Back On Track

Shifting public spending from roads and airports
to finance a global rail revival

One of the articles in The Ecology Of Justice (IC#38)
Originally published in Spring 1994 on page 6
Copyright (c)1994, 1997 by Context Institute

A growing world transportation crisis is driving government funding away from building roads and airports and toward a global rail revival.

  • European planners are creating a high-speed rail system connecting every major European city.
  • China plans a $20 billion investment in rail expansion and upgrading by 1995.
  • Germany will invest more in rail infrastructure than in roads through the year 2010.
  • California is building a 400-mile Los Angeles regional commuter rail system.

Road building and car production still dominate transportation budgets worldwide, but planners are discovering that continued building of more roads and airports worsens problems of gridlock, pollution, and safety.

Expanding the role of rail would relieve traffic congestion, which not only causes stress and inconvenience, but also costs countries billions of dollars a year in lost employee time and delayed delivery of goods. The United States General Accounting Office reports that productivity losses from highway congestion cost the nation some $100 billion annually. "Winglock" represents further costly delays. The International Air Traffic Association estimates that Europe loses $10 billion each year to air traffic tie-ups.

Rail also has an advantage in its outstanding safety record. In Japan between 1964 and 1992, more than 3 billion passenger trips were made on high-speed bullet trains without a fatal accident; the same volume of road travel killed some 2,000 people. In the US, kilometer for kilometer, the risk of dying in an auto accident is some 18 times greater than the risk of dying in a train accident.

In contrast to highways and airports, which pave over vast expanses of land, railways accommodate passengers and freight in a modest amount of space. Two railroad tracks can carry as many people in an hour as 16 lanes of highway. Compare Chicago’s sprawling O’Hare airport – the world’s busiest with 60 million passengers each year – with the Saint-Lazare train station in Paris, which handles 150 million passengers in only a fraction of the space.

Rather than the strip malls and sprawling developments that spring up along highways and around airports, urban rail typically encourages compact, higher-value land use. One example is the $70 billion in new apartments, office buildings, and other developments located near the rapid rail lines in otherwise low-density Atlanta, Georgia. Rail stations also help spark redevelopment in urban cores: Victoria Station in London, Brussels’ Central Terminal, and Washington, DC’s Union Station have all been renovated recently into lively complexes with new offices, restaurants, and shops.

Further, trains offer a vital alternative for people who cannot afford a car or airline ticket, or are physically unable to drive or fly. Only an estimated 10 percent of the world’s people can afford a car. Flying is the privilege of an even smaller elite, with people in North America and Western Europe – less than 13 percent of the world’s population – accounting for nearly three-fourths of global air travel. Even in the highly mobile US, which nearly has a car for every two people, more than 10 million households have no motor vehicle.

Despite the clear advantages of trains, the global rail revival faces daunting obstacles. Chief among them is governments’ failure in past decades to make adequate investments in rail systems. In cities and countries across the globe, ensuring the success of the current rail revival will require bold policy measures. Key steps include:

  • Raising the price of road transport to more accurately reflect its true costs – from urban smog and global climate change to the pavement damage caused by heavy trucks;
  • Making it convenient to reach train stations without a car – by improving bus and bicycle access and direct links to airports;
  • Reforming land use policies to guide urban growth into less car-dependent patterns.

Excerpted, with permission by Worldwatch Institute, from Worldwatch Paper #118, Back on Track: The Global Rail Revival.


=== Aim of the task ===
Below are the records. How many of their lines contain "owners"? Give only the number.

=== Records shown ===

Segment Open

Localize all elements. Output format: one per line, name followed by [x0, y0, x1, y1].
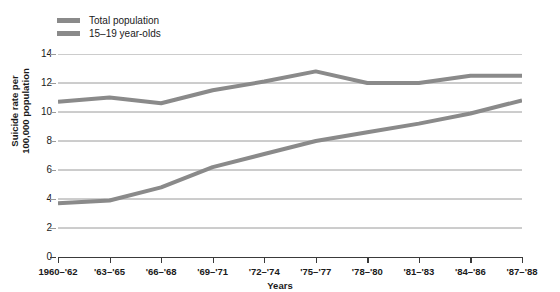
- x-tick: [316, 257, 317, 263]
- x-tick-label: '81–'83: [403, 266, 434, 277]
- legend-label-total-population: Total population: [89, 15, 159, 27]
- x-tick: [161, 257, 162, 263]
- y-tick-dash: [50, 83, 56, 84]
- legend-label-teens: 15–19 year-olds: [89, 28, 161, 40]
- y-tick-dash: [50, 199, 56, 200]
- x-tick-label: '66–'68: [146, 266, 177, 277]
- x-tick-label: '78–'80: [352, 266, 383, 277]
- x-tick-label: '72–'74: [249, 266, 280, 277]
- x-tick: [110, 257, 111, 263]
- x-tick: [58, 257, 59, 263]
- x-tick: [213, 257, 214, 263]
- legend-item-total-population: Total population: [57, 14, 161, 27]
- y-tick-label: 14: [32, 49, 52, 59]
- x-tick: [419, 257, 420, 263]
- y-tick-label: 6: [32, 165, 52, 175]
- y-tick-label: 2: [32, 223, 52, 233]
- x-tick-label: '63–'65: [94, 266, 125, 277]
- y-tick-dash: [50, 54, 56, 55]
- chart-legend: Total population 15–19 year-olds: [57, 14, 161, 40]
- y-axis-ticks: 14121086420: [26, 54, 52, 257]
- x-tick-label: 1960–'62: [38, 266, 77, 277]
- x-tick: [264, 257, 265, 263]
- x-tick-label: '87–'88: [507, 266, 538, 277]
- y-tick-label: 4: [32, 194, 52, 204]
- legend-swatch-total-population: [57, 18, 80, 23]
- y-tick-dash: [50, 257, 56, 258]
- legend-swatch-teens: [57, 31, 80, 36]
- y-tick-label: 8: [32, 136, 52, 146]
- series-line-teens: [58, 100, 522, 203]
- y-tick-dash: [50, 112, 56, 113]
- plot-area: [58, 54, 522, 257]
- x-tick-label: '75–'77: [300, 266, 331, 277]
- y-tick-label: 0: [32, 252, 52, 262]
- series-line-total-population: [58, 71, 522, 103]
- x-axis-line: [58, 257, 522, 258]
- x-tick: [522, 257, 523, 263]
- x-axis-title: Years: [0, 280, 560, 291]
- y-tick-dash: [50, 228, 56, 229]
- y-tick-label: 10: [32, 107, 52, 117]
- y-tick-dash: [50, 141, 56, 142]
- y-tick-label: 12: [32, 78, 52, 88]
- x-tick-label: '84–'86: [455, 266, 486, 277]
- y-axis-title-line1: Suicide rate per: [9, 51, 20, 171]
- y-tick-dash: [50, 170, 56, 171]
- x-tick-label: '69–'71: [197, 266, 228, 277]
- x-tick: [470, 257, 471, 263]
- plot-svg: [58, 54, 522, 257]
- legend-item-teens: 15–19 year-olds: [57, 27, 161, 40]
- x-tick: [367, 257, 368, 263]
- suicide-rate-line-chart: Total population 15–19 year-olds Suicide…: [0, 0, 560, 292]
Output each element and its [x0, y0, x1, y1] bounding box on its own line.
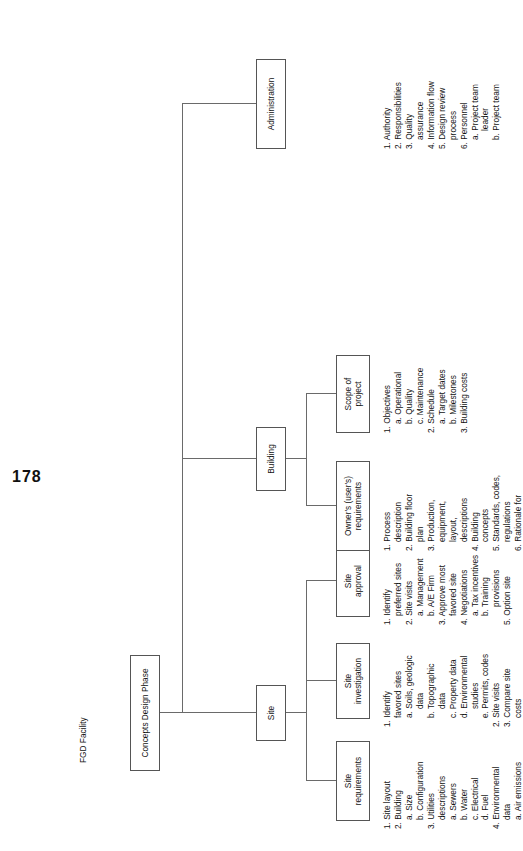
detail-item: 2. Site visits — [491, 654, 502, 727]
detail-item: d. Fuel — [480, 747, 491, 829]
detail-list-owners-requirements: 1. Processdescription2. Building floorpl… — [382, 475, 523, 551]
node-administration[interactable]: Administration — [256, 59, 286, 149]
detail-item: a. Project team — [470, 81, 481, 149]
detail-item: data — [437, 654, 448, 727]
detail-item: a. Management — [415, 555, 426, 625]
detail-item: 5. Option site — [502, 555, 513, 625]
detail-list-scope-of-project: 1. Objectivesa. Operationalb. Qualityc. … — [382, 368, 470, 433]
detail-item: 3. Approve most — [437, 555, 448, 625]
detail-item: 1. Process — [382, 475, 393, 551]
detail-item: d. Environmental — [459, 654, 470, 727]
detail-item: description — [393, 475, 404, 551]
detail-list-administration: 1. Authority2. Responsibilities3. Qualit… — [382, 81, 502, 149]
node-building[interactable]: Building — [256, 427, 286, 491]
detail-item: regulations — [502, 475, 513, 551]
detail-item: 3. Building costs — [459, 368, 470, 433]
node-site-approval[interactable]: Siteapproval — [336, 545, 370, 617]
node-site-requirements[interactable]: Siterequirements — [336, 741, 370, 821]
detail-item: a. Soils, geologic — [404, 654, 415, 727]
detail-item: a. Size — [404, 747, 415, 829]
detail-item: favored site — [448, 555, 459, 625]
connector-owners-requirements-drop — [306, 505, 336, 506]
detail-item: 5. Design review — [437, 81, 448, 149]
node-label: Siteapproval — [343, 565, 364, 597]
connector-level1-bus — [182, 104, 183, 713]
detail-item: a. Operational — [393, 368, 404, 433]
connector-trunk-vertical — [160, 712, 182, 713]
connector-drop-site — [182, 712, 256, 713]
detail-item: 4. Information flow — [426, 81, 437, 149]
detail-item: equipment, — [437, 475, 448, 551]
connector-building-stem — [286, 458, 306, 459]
detail-item: 4. Environmental — [491, 747, 502, 829]
connector-scope-of-project-drop — [306, 393, 336, 394]
detail-item: a. Tax incentives — [470, 555, 481, 625]
detail-list-site-approval: 1. Identifypreferred sites2. Site visits… — [382, 555, 513, 625]
node-label: Owner's (user's)requirements — [343, 476, 364, 536]
detail-item: e. Permits, codes — [480, 654, 491, 727]
detail-item: 4. Negotiations — [459, 555, 470, 625]
connector-site-requirements-drop — [306, 780, 336, 781]
detail-list-site-investigation: 1. Identifyfavored sitesa. Soils, geolog… — [382, 654, 523, 727]
detail-item: 3. Utilities — [426, 747, 437, 829]
detail-item: a. Air emissions — [513, 747, 523, 829]
connector-drop-administration — [182, 103, 256, 104]
detail-item: c. Maintenance — [415, 368, 426, 433]
detail-item: favored sites — [393, 654, 404, 727]
node-label: Scope ofproject — [343, 378, 364, 411]
detail-item: 2. Site visits — [404, 555, 415, 625]
detail-item: a. Sewers — [448, 747, 459, 829]
detail-item: b. Water — [459, 747, 470, 829]
detail-item: descriptions — [459, 475, 470, 551]
connector-site-stem — [286, 712, 306, 713]
detail-item: 1. Authority — [382, 81, 393, 149]
connector-building-bus — [306, 394, 307, 506]
node-label: Administration — [266, 78, 276, 131]
figure-canvas: FGD Facility Concepts Design Phase Site … — [0, 0, 523, 851]
detail-item: costs — [513, 654, 523, 727]
detail-item: b. Quality — [404, 368, 415, 433]
node-owners-requirements[interactable]: Owner's (user's)requirements — [336, 461, 370, 551]
detail-item: 6. Rationale for — [513, 475, 523, 551]
detail-item: 1. Objectives — [382, 368, 393, 433]
detail-item: layout, — [448, 475, 459, 551]
detail-item: b. Configuration — [415, 747, 426, 829]
detail-item: 1. Site layout — [382, 747, 393, 829]
detail-item: data — [502, 747, 513, 829]
connector-site-investigation-drop — [306, 680, 336, 681]
detail-item: 1. Identify — [382, 654, 393, 727]
detail-item: a. Target dates — [437, 368, 448, 433]
detail-item: b. Project team — [491, 81, 502, 149]
detail-item: c. Property data — [448, 654, 459, 727]
node-concepts-design-phase[interactable]: Concepts Design Phase — [130, 655, 160, 771]
node-site[interactable]: Site — [256, 685, 286, 741]
node-scope-of-project[interactable]: Scope ofproject — [336, 355, 370, 433]
detail-item: 2. Schedule — [426, 368, 437, 433]
node-label: Site — [266, 706, 276, 720]
node-label: Building — [266, 444, 276, 474]
detail-item: plan — [415, 475, 426, 551]
detail-item: b. Training — [480, 555, 491, 625]
figure-root-label: FGD Facility — [78, 717, 88, 763]
node-label: Siteinvestigation — [343, 658, 364, 704]
node-site-investigation[interactable]: Siteinvestigation — [336, 643, 370, 719]
detail-item: 2. Responsibilities — [393, 81, 404, 149]
node-label: Concepts Design Phase — [140, 669, 150, 758]
node-label: Siterequirements — [343, 757, 364, 805]
detail-item: 2. Building floor — [404, 475, 415, 551]
detail-item: 3. Quality — [404, 81, 415, 149]
connector-site-approval-drop — [306, 580, 336, 581]
detail-item: preferred sites — [393, 555, 404, 625]
detail-item: process — [448, 81, 459, 149]
detail-item: c. Electrical — [470, 747, 481, 829]
detail-item: provisions — [491, 555, 502, 625]
detail-item: descriptions — [437, 747, 448, 829]
detail-item: 1. Identify — [382, 555, 393, 625]
detail-item: 4. Building — [470, 475, 481, 551]
connector-drop-building — [182, 458, 256, 459]
detail-item: 3. Compare site — [502, 654, 513, 727]
detail-item: 2. Building — [393, 747, 404, 829]
connector-site-bus — [306, 581, 307, 781]
detail-item: concepts — [480, 475, 491, 551]
detail-list-site-requirements: 1. Site layout2. Buildinga. Sizeb. Confi… — [382, 747, 523, 829]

Segment Closed

=== Result ===
3